A distinguishing feature of Cocos, relative to alternatives, is the isolation of the prior mechanism from the denoising or sampling steps, enabling drop-in integration with extant infrastructure and diverse backbone architectures. While some frameworks (e.g., normalizing flows) offer even more expressive priors, Cocos's lightweight Gaussian-based approach is sufficient to preclude collapse while preserving analytic tractability.

7. Implications, Limitations, and Future Directions

Cocos validates the hypothesis that principled conditioning of the diffusion prior is a crucial degree of freedom in generative control. The approach provides strong theoretical protection against loss collapse and practical acceleration for conditional policy learning. Limitations include the reliance on a fixed-form (Gaussian) prior and the use of a single learnable encoder; richer prior classes (e.g., flow-based, attention-augmented) and learned covariance structures could further enhance performance in highly heterogeneous, multimodal settings.

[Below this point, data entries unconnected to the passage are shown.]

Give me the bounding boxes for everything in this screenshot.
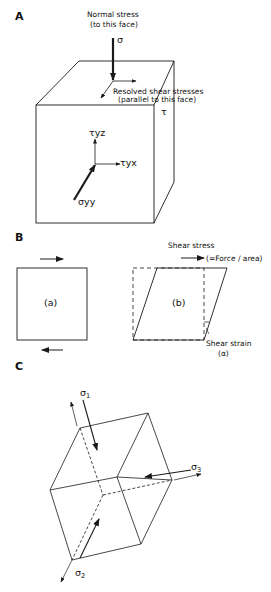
shear-arrow-z [101, 81, 113, 98]
normal-stress-title: Normal stress [87, 11, 139, 19]
square-b-label: (b) [172, 298, 185, 308]
panel-c-label: C [15, 361, 23, 372]
sigma-2-subscript: 2 [81, 572, 85, 580]
sigma-3-arrow [145, 470, 191, 477]
sigma-1-reaction-arrow [71, 402, 77, 426]
shear-stress-b-sub: (=Force / area) [206, 255, 262, 263]
cube-a-right-face [154, 61, 174, 223]
sigma-2-label: σ2 [75, 568, 85, 580]
shear-strain-symbol: (α) [218, 350, 229, 358]
sigma-2-arrow [80, 519, 99, 558]
sigma-3-subscript: 3 [197, 466, 201, 474]
tau-symbol: τ [161, 107, 167, 117]
sigma-2-reaction-arrow [61, 560, 72, 582]
square-a-label: (a) [44, 298, 57, 308]
tau-yx-label: τyx [120, 158, 137, 168]
tau-yz-label: τyz [89, 128, 105, 138]
sigma-3-label: σ3 [191, 462, 201, 474]
panel-b-label: B [15, 232, 23, 243]
shear-stress-b-title: Shear stress [168, 242, 214, 250]
shear-stress-sub: (parallel to this face) [118, 96, 196, 104]
normal-stress-symbol: σ [117, 35, 123, 45]
cube-a [36, 61, 174, 223]
panel-a-label: A [15, 11, 24, 22]
square-b-original [133, 268, 204, 340]
shear-strain-title: Shear strain [206, 340, 252, 348]
normal-stress-sub: (to this face) [90, 21, 138, 29]
sigma-yy-label: σyy [78, 197, 95, 207]
sigma-3-reaction-arrow [174, 474, 201, 480]
sigma-yy-arrow [74, 165, 95, 200]
sigma-1-label: σ1 [80, 388, 90, 400]
cube-c [50, 413, 172, 560]
sigma-1-subscript: 1 [86, 392, 90, 400]
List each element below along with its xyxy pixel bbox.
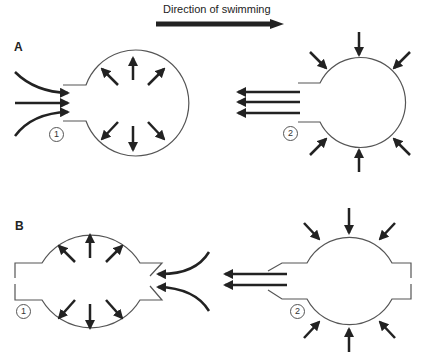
inflow-arrows-b1: [158, 252, 209, 311]
chamber-a1: [63, 50, 189, 156]
chamber-a2: [298, 57, 406, 147]
outflow-arrows-b2: [225, 274, 287, 285]
jet-propulsion-diagram: Direction of swimming A B 1 2 1 2: [0, 0, 428, 362]
outward-arrows-b1: [59, 235, 122, 328]
chamber-b1: [15, 235, 162, 328]
inward-arrows-b2: [304, 208, 395, 352]
inflow-arrows-a1: [15, 72, 68, 136]
chamber-b2: [268, 237, 411, 324]
diagram-drawing: [0, 0, 428, 362]
outward-arrows-a1: [102, 58, 164, 150]
direction-arrow-icon: [156, 19, 284, 29]
inward-arrows-a2: [310, 32, 410, 172]
outflow-arrows-a2: [238, 92, 300, 113]
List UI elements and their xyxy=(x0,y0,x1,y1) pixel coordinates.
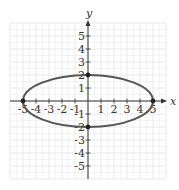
y-tick-label: -1 xyxy=(74,108,85,121)
y-tick-label: 1 xyxy=(78,82,85,95)
x-tick-label: -2 xyxy=(57,103,68,116)
x-tick-label: 3 xyxy=(124,103,131,116)
x-tick-label: -3 xyxy=(44,103,55,116)
y-tick-label: -3 xyxy=(74,134,85,147)
x-tick-label: 4 xyxy=(137,103,144,116)
y-tick-label: -5 xyxy=(74,160,85,173)
x-tick-label: 1 xyxy=(98,103,105,116)
x-tick-label: 2 xyxy=(111,103,118,116)
marked-point xyxy=(86,73,91,78)
marked-point xyxy=(21,99,26,104)
y-tick-label: 4 xyxy=(78,43,85,56)
y-tick-label: -4 xyxy=(74,147,85,160)
axes xyxy=(10,20,167,179)
x-axis-label: x xyxy=(170,95,177,108)
ellipse-chart: -5-4-3-2-112345-5-4-3-2-112345 x y xyxy=(0,0,179,190)
y-tick-label: 3 xyxy=(78,56,85,69)
y-axis-label: y xyxy=(85,7,93,20)
marked-point xyxy=(151,99,156,104)
y-tick-label: 5 xyxy=(78,30,85,43)
marked-point xyxy=(86,125,91,130)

Future research may integrate more expressive priors, exploit attention-guided noise alignment, and extend the paradigm to large-scale pretraining, policy composition, and reinforcement learning. The demonstrated effectiveness of condition-dependent priors in preventing degeneracies and accelerating training underlines their foundational role in diffusion-based generative policies for complex contextual decision-making (Dong et al., 16 May 2025, 2505.10881, Srivastava, 2024).